Monday, April 11, 2016

Not exactly Canterbury ...

 Whan that Aprille, with hise shoures soote,
The droghte of March hath perced to the roote
And bathed every veyne in swich licour,
Of which vertu engendred is the flour;
Whan Zephirus eek with his swete breeth
Inspired hath in every holt and heeth
The tendre croppes, and the yonge sonne
Hath in the Ram his halfe cours yronne,
And smale foweles maken melodye,
That slepen al the nyght with open eye-
So priketh hem Nature in hir corages-
Thanne longen folk to goon on pilgrimages...

 

If our Wisconsin Aprille would act more like Chaucer's description and less like a leonine March, pilgrimaging I should go. [Yes, that is a real word.] Or at least long to go, since various responsibilities here on Brookside Drive and environs tie me close at the moment.
 

This time of year I usually go to Texas to visit family, braving the tornado season to drive down through Illinois, Missouri and Arkansas and then back up. No matter what time of year I make that trip, I wind up contending with bad weather. On almost every spring trip, I wind up stopping overnight somewhere that just had a tornado strike nearby or where one is predicted the day after I leave. In winter, icy roads block the way. In summer and fall, other things impede. But still I go.

I have friends on the east coast that I have not seen for some years and one on the west coast whom I have not seen for decades. It would be nice to visit them, but that requires even more of a time commitment. Although I am retired, I have discovered that it is one thing to have free hours and quite another to find free days or weeks.

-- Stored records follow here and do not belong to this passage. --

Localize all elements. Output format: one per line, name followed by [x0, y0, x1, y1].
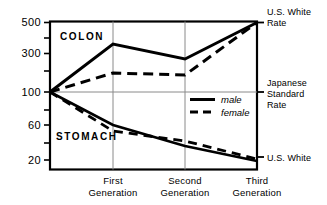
- x-axis-labels: First Generation Second Generation Third…: [88, 175, 281, 198]
- y-tick-label-300: 300: [21, 47, 41, 59]
- x-tick-label-third-line2: Generation: [232, 187, 281, 198]
- annotation-us-white-bottom: U.S. White: [267, 153, 311, 163]
- annotation-japanese-rate-line3: Rate: [267, 100, 286, 110]
- y-tick-label-20: 20: [28, 154, 41, 166]
- x-tick-label-first-line1: First: [103, 175, 123, 186]
- x-tick-label-second-line2: Generation: [160, 187, 209, 198]
- chart-container: 500 300 100 60 20 COLON STOMACH male fem…: [0, 0, 327, 205]
- x-tick-label-second-line1: Second: [168, 175, 201, 186]
- annotation-japanese-rate-line1: Japanese: [267, 78, 307, 88]
- annotation-us-white-rate-line1: U.S. White: [267, 7, 311, 17]
- site-label-stomach: STOMACH: [56, 131, 118, 142]
- annotation-us-white-rate-line2: Rate: [267, 18, 286, 28]
- annotation-japanese-rate-line2: Standard: [267, 89, 304, 99]
- site-label-colon: COLON: [60, 31, 104, 42]
- legend-label-female: female: [221, 107, 250, 118]
- y-tick-label-60: 60: [28, 119, 41, 131]
- x-tick-label-first-line2: Generation: [88, 187, 137, 198]
- y-tick-label-500: 500: [21, 16, 41, 28]
- line-chart: 500 300 100 60 20 COLON STOMACH male fem…: [0, 0, 327, 205]
- right-annotations: U.S. White Rate Japanese Standard Rate U…: [267, 7, 311, 163]
- x-tick-label-third-line1: Third: [246, 175, 269, 186]
- legend-label-male: male: [221, 94, 242, 105]
- y-tick-label-100: 100: [21, 86, 41, 98]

Okay, you say, but what I am describing isn't a pilgrimage, which is defined (and therefore IS) a journey, especially a long one, made to some sacred place as an act of religious devotion.

Sacred place?

As the Geron Davis song says,

"This is Holy Ground; we're standing on holy ground.
For the Lord is here, and where He is is Holy."
Or, to be more secular, the Belinda Carlilse song says,
"They say in heaven love comes first.
We'll make heaven a place on earth."
Heaven is where the people I love and I are together. Holy ground is where God is, and when I am with those I love, God is there. It took me a while to realize that. I can still remember when it hit me in the middle of a group discussion about something totally different in Maryland back in the spring of 2003. But now that I know, almost every journey has become a pilgrimage. And when I get to those I love, "That them hath holpen when that they were weeke", I rejoice.

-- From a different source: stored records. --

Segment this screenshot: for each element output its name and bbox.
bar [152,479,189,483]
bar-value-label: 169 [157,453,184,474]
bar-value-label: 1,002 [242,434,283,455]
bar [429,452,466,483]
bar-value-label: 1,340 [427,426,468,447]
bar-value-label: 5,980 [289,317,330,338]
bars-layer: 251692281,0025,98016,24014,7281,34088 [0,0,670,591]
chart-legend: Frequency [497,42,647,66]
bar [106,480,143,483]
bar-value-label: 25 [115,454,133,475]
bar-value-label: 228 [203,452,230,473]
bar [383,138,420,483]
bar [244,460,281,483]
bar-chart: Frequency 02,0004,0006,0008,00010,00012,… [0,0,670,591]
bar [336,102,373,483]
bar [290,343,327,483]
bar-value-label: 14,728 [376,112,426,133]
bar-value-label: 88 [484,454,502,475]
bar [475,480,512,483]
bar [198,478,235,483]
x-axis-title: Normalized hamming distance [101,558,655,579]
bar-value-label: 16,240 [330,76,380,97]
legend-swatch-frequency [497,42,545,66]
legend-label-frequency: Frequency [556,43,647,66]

And that, dear ones, is an act of religious ("tying it all together") devotion, whether it be April, May or December.  


And I will make all those pilgrimages, though perhaps not all this year or this month.

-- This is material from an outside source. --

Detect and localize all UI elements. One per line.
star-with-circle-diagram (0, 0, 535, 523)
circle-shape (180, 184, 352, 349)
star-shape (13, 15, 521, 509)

For so I long, like Chaucer's band of folk six centuries ago.

3 comments:

Anonymous said...

I'm going to reread this when I'm not so tired. It's message seems really important.
But now it's sleeping time.
Kato

Moving with Mitchell said...

We had high hopes, in our retirement, of visiting everyone, everywhere, whenever we wanted. We still have high hopes!

Anonymous said...

I would like to understand what you mean.